Ramses Emerson
Walter Peabody Emerson, known universally as “Ramses,” is a fictional character in the Amelia Peabody series of historical mystery novels set in Victorian Egypt and England, written by author Elizabeth Peters. He is the son of Egyptologists Amelia Peabody and her husband, Professor Radcliffe Emerson. Amelia Peabody announces her pregnancy at the end of Crocodile on the Sandbank and Ramses first appears in the second book of the series, The Curse of the Pharaohs.
Personal History
Born in the summer of 1887, named for his father’s younger brother, he received the nickname "Ramses" from his father, who said of his baby, "in its belligerent appearance and imperious disposition it strongly resembled the Egyptian pharaoh, the second of that name, who had scattered enormous statues of himself all along the Nile." Likewise, his swarthy complexion and dark hair gave him a closer resemblance to Egyptians than to traditional English boys. As he grows up, he also cultivates an impassive facial expression that Nefret Emerson calls his "stone pharaoh" face.
As a child, Ramses was very precocious, and could speak with appalling fluency before the age of two, though he had a mild speech impediment that faded quickly. His mother, who admits that her maternal instincts are not very developed, finds his early years an incredible ordeal, given his insatiable curiosity, his lack of fear, and his incurable habit of going on speaking until he runs out of breath or someone interrupts him (usually the latter). He also has what his mother calls a streak of “Machiavellian logic” that requires her to expressly forbid him from doing as many things as she can think of.
Ramses' first trip to Egypt occurs in the Archaeological season of 1894-95, in the novel,The Mummy Case. This is his first involvement with the mysteries the Emersons solve. He is seven years old.
Seeing a Large Cat is a pivotal novel in Ramses's development. At the beginning, he has just turned sixteen, and returns to his family after he and David have spent several months in the desert under the tutelage of Sheikh Mohammed Bahsoor, a friend of Emerson's, learning the traditional skills of manhood: fighting, horseback riding, desert survival, tracking. It is also during this time (as hinted later in He Shall Thunder in the Sky) that he loses his virginity.
With Seeing a Large Cat, Peters begins to use Ramses as a parallel voice, providing a different point of view from the first person perspective of Amelia. Peters purports to intersperse the sections of Amelia’s journals with excerpts from "Manuscript H," written in the third person.
Ramses follows his family’s Egyptological path, becoming a skilled excavator like his father. However, his specialty and true passion is, like his Uncle Walter, philology, the reading and translation of ancient languages.
His precocity and skill at languages, mimicry, and disguise, lead some Egyptians to credit him with supernatural abilities, resulting in his nickname, Akhu el-Efreet, "Brother of Demons".

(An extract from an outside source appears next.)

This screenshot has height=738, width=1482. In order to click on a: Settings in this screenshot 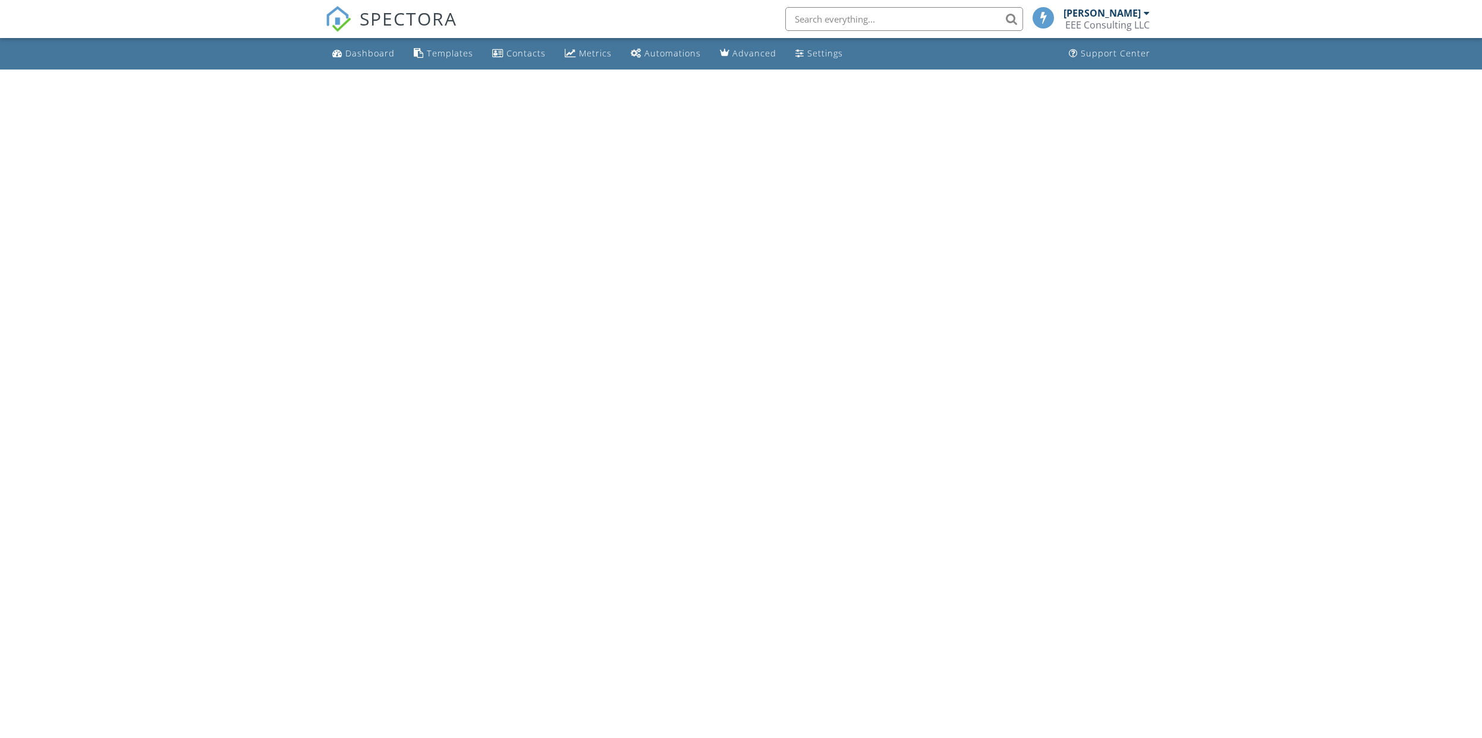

During World War I, Ramses is outwardly a conscientious objector, but occasionally (and reluctantly) lends his skills to the service of both the Cairo police and British Intelligence.
Friends and Family
Ramses’s closest friend is David Todros, the grandson of the Emersons' reis Abdullah. Initially distrusted by the rest of the family, David becomes Ramses’s blood brother. They are virtually inseparable for many years, getting into some kind of mischief. Even though they are of different backgrounds, they are remarkably similar looking, a fact they use to their advantage in several of the more recent books.
David also becomes Ramses’s cousin by marriage, when he marries Walter and Evelyn Emerson’s daughter Lia.
Growing up to be a strong, intelligent, and strikingly handsome young man, Ramses has had several liaisons with women, kept secret (for the most part) from his parents. But his true love has always been Nefret Forth, who captured him the moment they first met, when he was only ten. After an extremely long wait, she falls just as passionately in love with him (The Falcon at the Portal), and after several monumental misunderstandings, they are married in January 1915 (He Shall Thunder in the Sky).
Ramses and Nefret are the parents of twins Charlotte (“Charla”) and David John. In an ironic twist, Ramses’s children inherit his most aggravating speech patterns: Charla, his lisp (“Did you catch de lady?”) and David John his appallingly precocious loquacity.
At the end of Tomb of the Golden Bird Nefret reveals she is pregnant again.
Ramses also has an adopted sister, Sennia, the abandoned offspring of Amelia's nephew, the late (unlamented) Percy Peabody.
In the Vicky Bliss series' final installment, The Laughter of Dead Kings, it is revealed that main character John Tregarth is the descendant of the youngest of Ramses and Nefret's three children, an as-yet unnamed daughter. It is also mentioned that the children "bred like rabbits," and that at the time of Dead Kings, over eighty people are descended from Ramses and Nefret's offspring.
References
The Curse of the Pharaohs. Mysterious Press: Reissue edition (February 1, 1988), p. 7.